In Weerapat Sakolvaree’s new short film Nostalgia, a young man discovers that, whenever he fires a shooting-star toy into the sky, he becomes receptive to sounds that regress progressively further into Bangkok’s violent past. Like Chris Marker’s La jetée (‘the jetty’), the ironically-titled Nostalgia is comprised of a series of still photographs, though it also includes archive newsreel footage of the 6th October 1976 massacre.
Standing at the roadside in Din Daeng, the protagonist hears “fireworks and a lot of motorcycles.” These are sounds of the clashes between anti-government protesters and riot police that took place there last August. (Police fired rubber bullets at protesters on 10th, 11th, 13th, and 15th August 2021.) At Siam Square, he hears the sound of riot police deploying water cannon against protesters on 16th October 2020. At Lumpini Park, the sound of the 19th May 2010 military crackdown fills his ears, followed by the ‘Black May’ 1992 massacre at Democracy Monument, and the 6th October 1976 massacre at Thammasat University.
These locations are, to use the Dutch artist Armando’s term, ‘guilty landscapes’: silent witnesses to past traumas. Like the origami bird in Panya Zhu’s White Bird (นกตัวนั้นยังสบายดีไหม), the toy in Nostalgia is a conduit for sonic echoes of historical violence, which form an audio collage in Weerapat’s film. Nostalgia is also similar to Chai Chaiyachit and Chisanucha Kongwailap’s Re-presentation (ผีมะขาม ไพร่ฟ้า ประชาธิปไตย ในคืนที่ลมพัดหวน), which likewise revisits Bangkok’s ‘guilty landscapes’. Nostalgia and Re-presentation both end with shots of the Ananta Samakhom Throne Hall, hinting at the established hierarchies underlying Thai politics. In Nostalgia, the Throne Hall is seen from behind iron railings, a reminder that the building was closed to the public by royal decree.
Standing at the roadside in Din Daeng, the protagonist hears “fireworks and a lot of motorcycles.” These are sounds of the clashes between anti-government protesters and riot police that took place there last August. (Police fired rubber bullets at protesters on 10th, 11th, 13th, and 15th August 2021.) At Siam Square, he hears the sound of riot police deploying water cannon against protesters on 16th October 2020. At Lumpini Park, the sound of the 19th May 2010 military crackdown fills his ears, followed by the ‘Black May’ 1992 massacre at Democracy Monument, and the 6th October 1976 massacre at Thammasat University.
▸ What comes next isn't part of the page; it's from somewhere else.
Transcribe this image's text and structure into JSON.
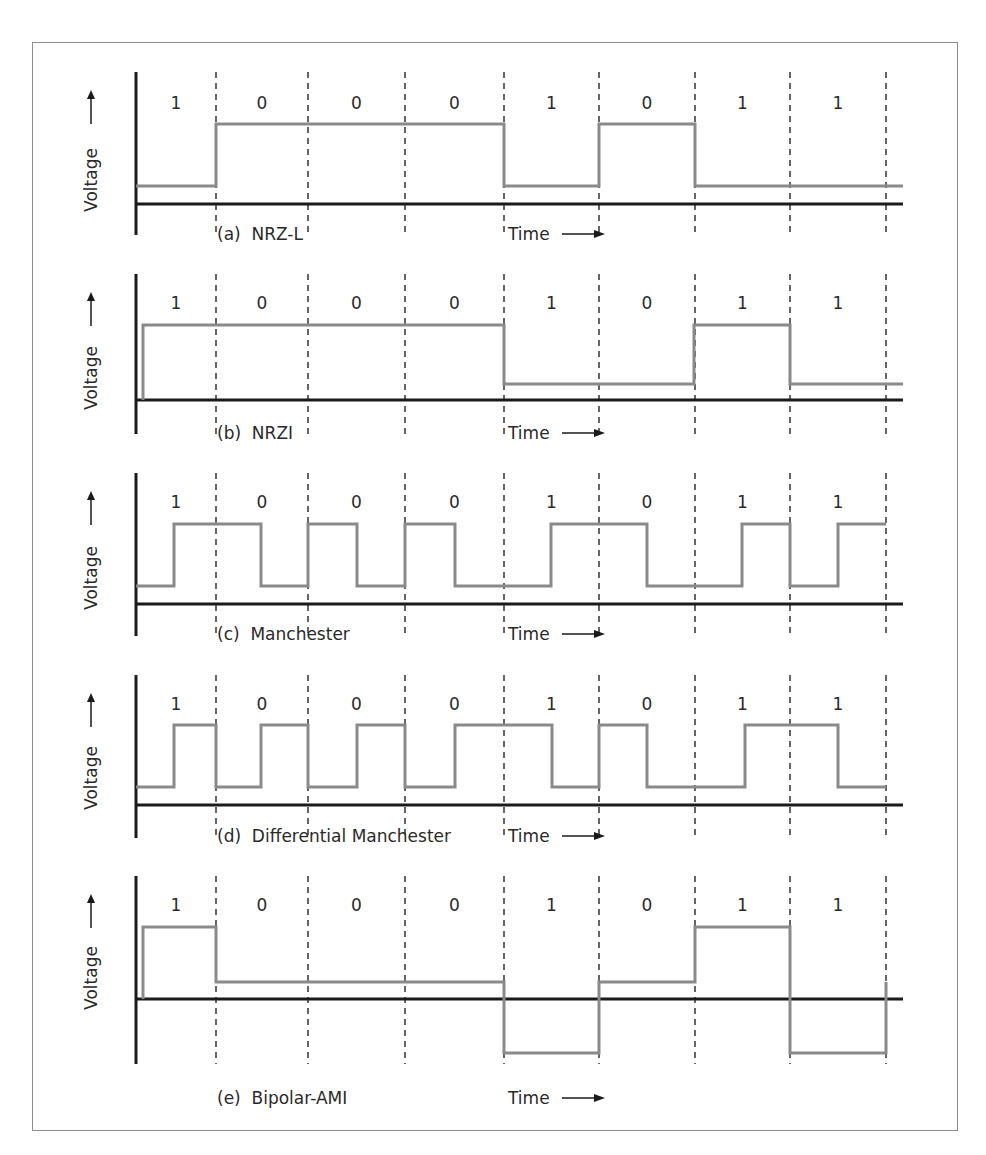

These locations are, to use the Dutch artist Armando’s term, ‘guilty landscapes’: silent witnesses to past traumas. Like the origami bird in Panya Zhu’s White Bird (นกตัวนั้นยังสบายดีไหม), the toy in Nostalgia is a conduit for sonic echoes of historical violence, which form an audio collage in Weerapat’s film. Nostalgia is also similar to Chai Chaiyachit and Chisanucha Kongwailap’s Re-presentation (ผีมะขาม ไพร่ฟ้า ประชาธิปไตย ในคืนที่ลมพัดหวน), which likewise revisits Bangkok’s ‘guilty landscapes’. Nostalgia and Re-presentation both end with shots of the Ananta Samakhom Throne Hall, hinting at the established hierarchies underlying Thai politics. In Nostalgia, the Throne Hall is seen from behind iron railings, a reminder that the building was closed to the public by royal decree.
Nostalgia was one of the standout films from this month’s Wildtype 2022 screening programme, shown as part of the Angry Young Citizen strand. Another short film in the same programme, Warat Bureephakdee’s Secret Among Wings (ความลับในฝูงนก), also features the sounds of red-shirt protesters from 2010. Protesters calling for democracy, and military gunfire, are heard over present-day shots of Ratchaprasong and nearby Wat Pathum Wanaram, an echo of the area’s dark past. Nostalgia and Secret Among Wings were screened at four venues on 1st October: Doc Club and Pub in Bangkok, Chiang Mai University’s Faculty of Political Science and Public Administration, Lorem Ipsum in Hat Yai, and the Khon Kaen branch of Thailand Creative and Design Center. They were also shown at Bookhemian in Phuket on 8th October.